Anarchy and Laws
T anarchist, curiously enough, owes
his survival to the benevolence of that government which he thinks
he hates. After its destruction he himself would be the first to
perish under the system which he advocates. No crueller punishment
could have been devised for the Buffalo specimen than to expel him
from the prison which was his refuge. So faulty is our obedience
to laws at the best that he would hardly have lived to walk twenty
paces from the jail door. The “oppressed” people would have converted
him into souvenirs. To go farther back, the creatures of which Czolgosz
is a type would rarely survive their infancy, except under a system
that in some degree mitigates the harshness of the natural order.

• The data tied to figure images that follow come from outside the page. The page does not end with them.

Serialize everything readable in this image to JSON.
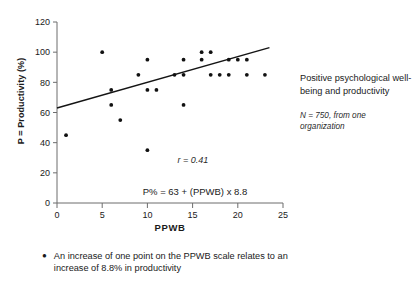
{
  "chart_data": {
    "type": "scatter",
    "title": "",
    "xlabel": "PPWB",
    "ylabel": "P = Productivity (%)",
    "xlim": [
      0,
      25
    ],
    "ylim": [
      0,
      120
    ],
    "xticks": [
      0,
      5,
      10,
      15,
      20,
      25
    ],
    "yticks": [
      0,
      20,
      40,
      60,
      80,
      100,
      120
    ],
    "grid": false,
    "legend": "none",
    "points": [
      {
        "x": 1,
        "y": 45
      },
      {
        "x": 5,
        "y": 100
      },
      {
        "x": 6,
        "y": 75
      },
      {
        "x": 6,
        "y": 65
      },
      {
        "x": 7,
        "y": 55
      },
      {
        "x": 9,
        "y": 85
      },
      {
        "x": 10,
        "y": 95
      },
      {
        "x": 10,
        "y": 75
      },
      {
        "x": 10,
        "y": 35
      },
      {
        "x": 11,
        "y": 75
      },
      {
        "x": 13,
        "y": 85
      },
      {
        "x": 14,
        "y": 95
      },
      {
        "x": 14,
        "y": 85
      },
      {
        "x": 14,
        "y": 65
      },
      {
        "x": 16,
        "y": 100
      },
      {
        "x": 16,
        "y": 95
      },
      {
        "x": 17,
        "y": 100
      },
      {
        "x": 17,
        "y": 85
      },
      {
        "x": 18,
        "y": 85
      },
      {
        "x": 19,
        "y": 85
      },
      {
        "x": 19,
        "y": 95
      },
      {
        "x": 20,
        "y": 95
      },
      {
        "x": 21,
        "y": 95
      },
      {
        "x": 21,
        "y": 85
      },
      {
        "x": 23,
        "y": 85
      }
    ],
    "trendline": {
      "x_start": 0,
      "y_start": 63,
      "x_end": 23.5,
      "y_end": 103,
      "intercept": 63,
      "slope": 8.8
    },
    "annotations": {
      "correlation": "r = 0.41",
      "equation": "P% = 63 + (PPWB) x 8.8"
    }
  },
  "side_panel": {
    "title": "Positive psychological well-being and productivity",
    "note": "N = 750, from one organization"
  },
  "bullet": {
    "marker": "●",
    "text": "An increase of one point on the PPWB scale relates to an increase of 8.8% in productivity"
  }
}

The laws which they despise—often unjust, oftener stupid, mostly
springing from the coldest sort of selfishness, tend nevertheless
to genuine and ever-increasing altruism, and, taken as a whole,
slowly enlarge the number of fit that can survive. Czolgosz and
his kind are the nurslings of the laws they hate. That the strong
make the laws and coerce the weak to obey them is undeniable. That
they will ever cease to do so is inconceivable. But that the strong
controlled the weak before there were laws is equally undeniable,
and that they would refrain from doing so if again there were no
laws is equally inconceivable. Under the anarchy of which some very
intelligent people prate, an “unfit” like Czolgosz would early be
weeded out. If the present system produced any large number like
him, we should have anarchy here and now until they were exterminated;
or, rather, lest we offend the sentimental theorist who calls himself
an anarchist, we should have that condition of disorder which would
ensue if he were to get what he thinks he wants. Happily there are
not enough degenerates of the Czolgosz type or sentimentalists of
the pseudo-scientific type to make protection from anarchy anything
more than one of the ordinary police duties.